The federal Department of Health and Human Services (HHS) conducted audits in several states and found that spending on autism therapy through Medicaid was soaring and ripe for Medicaid fraud.
“Taxpayers are unknowingly sponsoring bad actors’ multi-million-dollar Medicaid reimbursement scams for autism programs.”
That was a quote from a new report at Open The Books (OTB).
The audit said the Medicaid reimbursement claims were fraudulently inflated, billed without providers’ knowledge, and for services that were not actually provided.
IMPROPER PAYMENTS IN UNCERTIFIED AUTISM SERVICES.
HHS internal watchdog, known as The Office of the Inspector General (OIG), performed an audit of Medicaid ABA (Applied Behavior Analysis) services and discovered hundreds of millions in improper payments.
Improper payments are overpayments, underpayments, or payments where insufficient information was provided, under program rules.
Some of the red flags were detected by the auditors at OIG:
Therapy wasn’t actually provided.

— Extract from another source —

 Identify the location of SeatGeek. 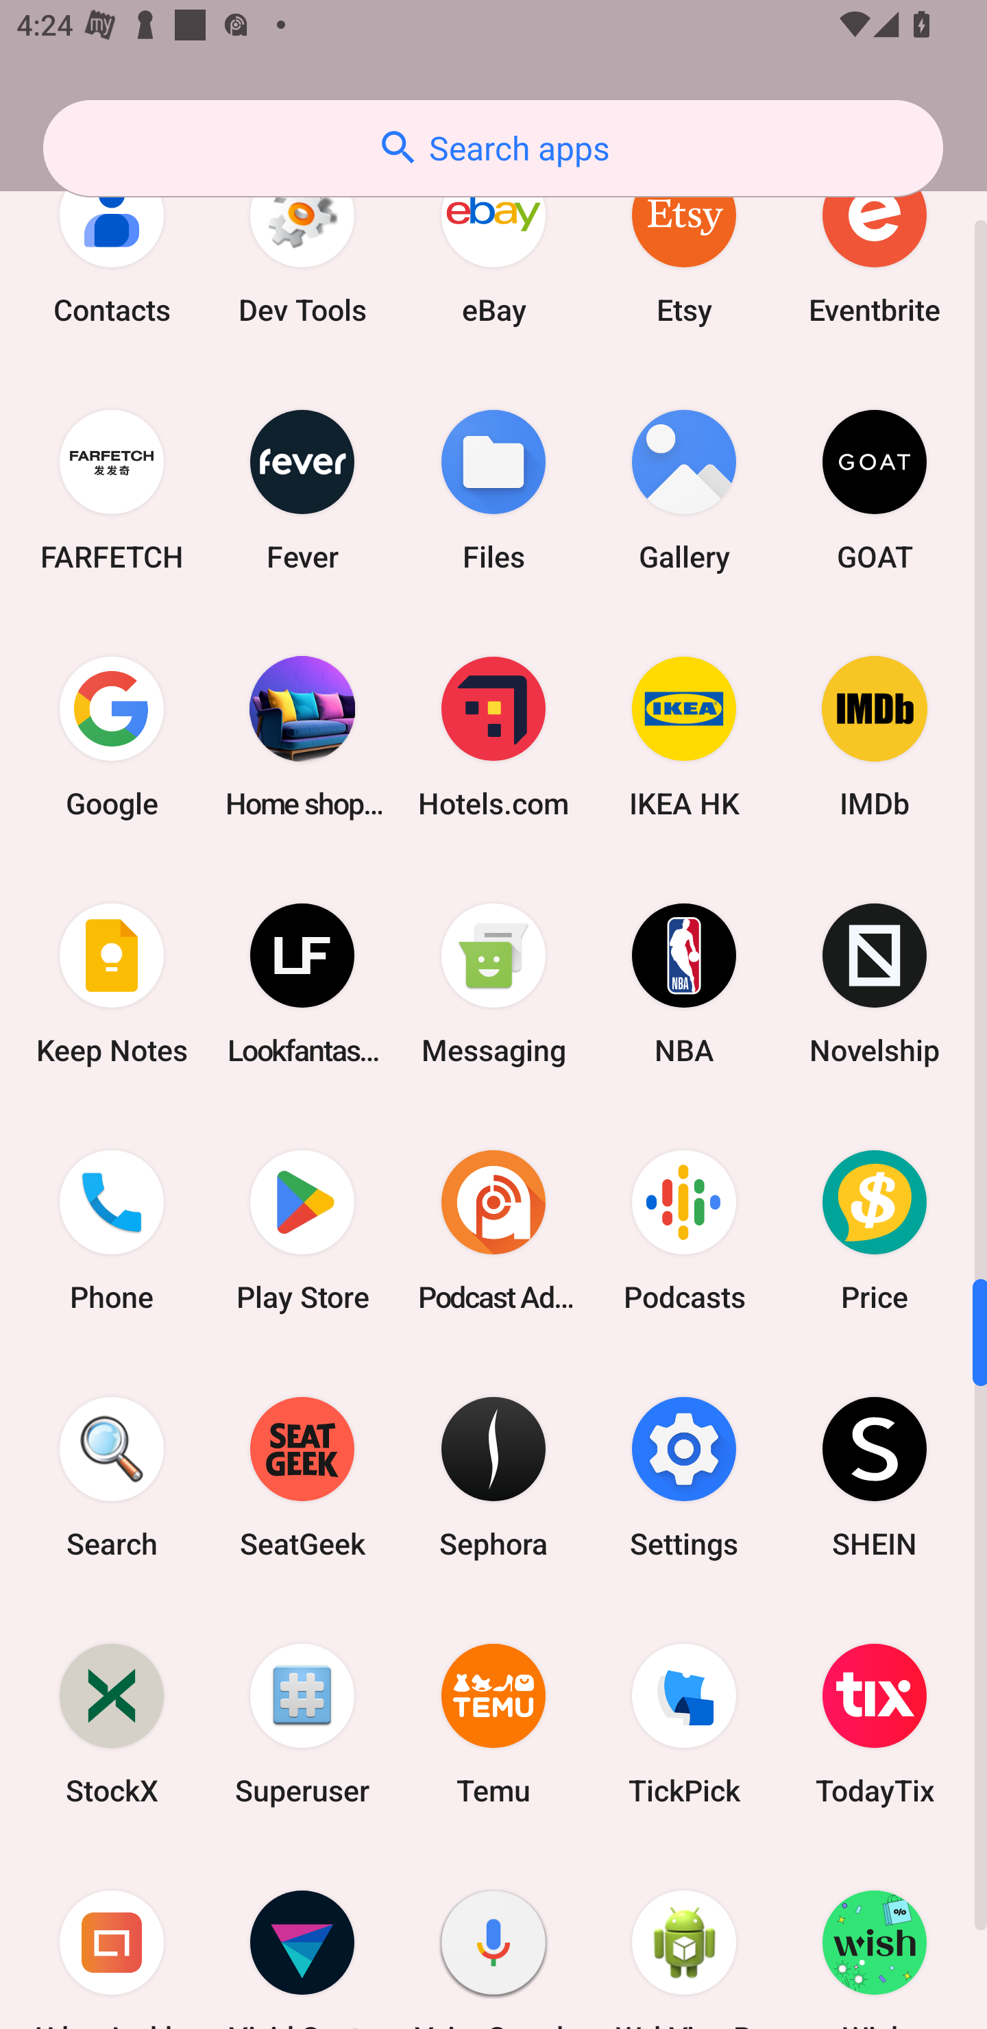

Providers billed for children napping, eating, playing on tablets, and watching movies.
Providers repeatedly could not produce records proving therapy occurred. OIG reported flagged payments because behavior technicians weren’t certified. Open the Books also said providers found ways to charge up to $800/hr for work that could be done “by high-school graduates,” and that providers shifted faster than regulators could keep up, with some billing for up to 10 workers evaluating a single patient in a single day.
The Wall Street Journal reported that autism was Medicaid’s fastest-growing area of spending and autism therapy is lucrative because Medicaid pays relatively high rates ($61/hr) for routine therapy for someone with a high school degree and certification vs. $75/hr for psychotherapy by someone with advanced degrees. The ease of certification and relatively high returns would make ABA billings a ripe target for fraud.
This year, the Florida Agency for Health Care Administration said it has retrieved just over $72 million in fraudulent Medicaid payments over the last year. The state says they have been monitoring Medicaid fraud primarily with providers helping out young people with special needs.